The OpenGL ES 3.1 Foundation Is Being Laid In Mesa
Intel developers in particular have been trying to wrap-up OpenGL ES 3.1 support within Mesa. That work is getting closer to finally being realized.
Intel developers have been working hard on GLES 3.1 enablement in Mesa but it didn't make it for Mesa 10.6. As of writing this article, the outstanding OpenGL ES 3.1 extensions still needed to be finished for Mesa include ARB_arrays_of_arrays, ARB_compute_shader, ARB_framebuffer_no_attachments, ARB_shader_image_load_store, ARB_shader_image_size, and ARB_shader_storage_buffer_object. Most of these OpenGL extensions have been started but not yet completed.
Ian Romanick of Intel today meanwhile posted Remainder of GLES3.1 foundation work. It's other prep work for GLES 3.1 in Mesa. Included, there's now a MESA_GLES_VERSION_OVERRIDE environment variable if wishing to force your Mesa OpenGL ES support level to higher than what it technically supports -- for testing purposes.
It's looking like hopefully we'll see OpenGL ES 3.1 support finished this year in Mesa, which could potentially mean the September release of Mesa 10.7 becoming Mesa 11.0 along with OpenGL 4.2~4.3 desktop support also being a likely contender.
Intel developers have been working hard on GLES 3.1 enablement in Mesa but it didn't make it for Mesa 10.6. As of writing this article, the outstanding OpenGL ES 3.1 extensions still needed to be finished for Mesa include ARB_arrays_of_arrays, ARB_compute_shader, ARB_framebuffer_no_attachments, ARB_shader_image_load_store, ARB_shader_image_size, and ARB_shader_storage_buffer_object. Most of these OpenGL extensions have been started but not yet completed.
Ian Romanick of Intel today meanwhile posted Remainder of GLES3.1 foundation work. It's other prep work for GLES 3.1 in Mesa. Included, there's now a MESA_GLES_VERSION_OVERRIDE environment variable if wishing to force your Mesa OpenGL ES support level to higher than what it technically supports -- for testing purposes.
It's looking like hopefully we'll see OpenGL ES 3.1 support finished this year in Mesa, which could potentially mean the September release of Mesa 10.7 becoming Mesa 11.0 along with OpenGL 4.2~4.3 desktop support also being a likely contender.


### [TASK TO CARRY OUT]
Retype each entry. Leave every word as it is.

(Dataset entries on figures)
+ + +

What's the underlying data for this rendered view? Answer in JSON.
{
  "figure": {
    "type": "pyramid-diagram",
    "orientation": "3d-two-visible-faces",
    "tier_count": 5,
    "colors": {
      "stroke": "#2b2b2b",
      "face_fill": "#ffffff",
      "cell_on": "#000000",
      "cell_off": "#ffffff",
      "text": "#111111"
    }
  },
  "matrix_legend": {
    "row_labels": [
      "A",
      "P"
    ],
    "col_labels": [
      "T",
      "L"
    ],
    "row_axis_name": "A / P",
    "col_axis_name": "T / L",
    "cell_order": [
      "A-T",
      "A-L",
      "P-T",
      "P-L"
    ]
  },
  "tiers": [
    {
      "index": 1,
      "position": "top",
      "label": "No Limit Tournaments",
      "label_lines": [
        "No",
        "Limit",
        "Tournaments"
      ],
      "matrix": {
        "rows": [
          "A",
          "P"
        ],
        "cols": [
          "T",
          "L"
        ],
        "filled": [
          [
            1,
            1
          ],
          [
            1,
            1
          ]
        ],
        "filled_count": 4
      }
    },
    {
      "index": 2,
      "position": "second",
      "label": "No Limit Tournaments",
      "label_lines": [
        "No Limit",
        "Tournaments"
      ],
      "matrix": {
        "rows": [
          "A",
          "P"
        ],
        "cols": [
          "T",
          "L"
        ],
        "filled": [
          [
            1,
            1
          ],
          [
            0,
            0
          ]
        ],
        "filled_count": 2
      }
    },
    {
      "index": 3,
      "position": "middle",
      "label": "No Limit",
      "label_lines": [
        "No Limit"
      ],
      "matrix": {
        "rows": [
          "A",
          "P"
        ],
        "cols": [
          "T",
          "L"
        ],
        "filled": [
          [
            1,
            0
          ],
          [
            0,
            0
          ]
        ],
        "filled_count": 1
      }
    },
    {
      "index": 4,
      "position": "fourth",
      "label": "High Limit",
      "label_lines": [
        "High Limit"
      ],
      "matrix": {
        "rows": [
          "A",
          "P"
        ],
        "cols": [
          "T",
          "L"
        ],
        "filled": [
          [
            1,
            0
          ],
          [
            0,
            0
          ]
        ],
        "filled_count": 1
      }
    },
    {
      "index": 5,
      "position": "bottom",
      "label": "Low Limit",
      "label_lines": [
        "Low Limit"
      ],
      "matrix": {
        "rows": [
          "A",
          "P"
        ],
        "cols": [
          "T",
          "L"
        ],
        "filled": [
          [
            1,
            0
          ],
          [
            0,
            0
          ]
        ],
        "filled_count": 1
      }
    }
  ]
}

+ + +

### [WRITTEN ANSWER]
What's the underlying data for this rendered view? Answer in JSON.
{
  "figure": {
    "type": "pyramid-diagram",
    "orientation": "3d-two-visible-faces",
    "tier_count": 5,
    "colors": {
      "stroke": "#2b2b2b",
      "face_fill": "#ffffff",
      "cell_on": "#000000",
      "cell_off": "#ffffff",
      "text": "#111111"
    }
  },
  "matrix_legend": {
    "row_labels": [
      "A",
      "P"
    ],
    "col_labels": [
      "T",
      "L"
    ],
    "row_axis_name": "A / P",
    "col_axis_name": "T / L",
    "cell_order": [
      "A-T",
      "A-L",
      "P-T",
      "P-L"
    ]
  },
  "tiers": [
    {
      "index": 1,
      "position": "top",
      "label": "No Limit Tournaments",
      "label_lines": [
        "No",
        "Limit",
        "Tournaments"
      ],
      "matrix": {
        "rows": [
          "A",
          "P"
        ],
        "cols": [
          "T",
          "L"
        ],
        "filled": [
          [
            1,
            1
          ],
          [
            1,
            1
          ]
        ],
        "filled_count": 4
      }
    },
    {
      "index": 2,
      "position": "second",
      "label": "No Limit Tournaments",
      "label_lines": [
        "No Limit",
        "Tournaments"
      ],
      "matrix": {
        "rows": [
          "A",
          "P"
        ],
        "cols": [
          "T",
          "L"
        ],
        "filled": [
          [
            1,
            1
          ],
          [
            0,
            0
          ]
        ],
        "filled_count": 2
      }
    },
    {
      "index": 3,
      "position": "middle",
      "label": "No Limit",
      "label_lines": [
        "No Limit"
      ],
      "matrix": {
        "rows": [
          "A",
          "P"
        ],
        "cols": [
          "T",
          "L"
        ],
        "filled": [
          [
            1,
            0
          ],
          [
            0,
            0
          ]
        ],
        "filled_count": 1
      }
    },
    {
      "index": 4,
      "position": "fourth",
      "label": "High Limit",
      "label_lines": [
        "High Limit"
      ],
      "matrix": {
        "rows": [
          "A",
          "P"
        ],
        "cols": [
          "T",
          "L"
        ],
        "filled": [
          [
            1,
            0
          ],
          [
            0,
            0
          ]
        ],
        "filled_count": 1
      }
    },
    {
      "index": 5,
      "position": "bottom",
      "label": "Low Limit",
      "label_lines": [
        "Low Limit"
      ],
      "matrix": {
        "rows": [
          "A",
          "P"
        ],
        "cols": [
          "T",
          "L"
        ],
        "filled": [
          [
            1,
            0
          ],
          [
            0,
            0
          ]
        ],
        "filled_count": 1
      }
    }
  ]
}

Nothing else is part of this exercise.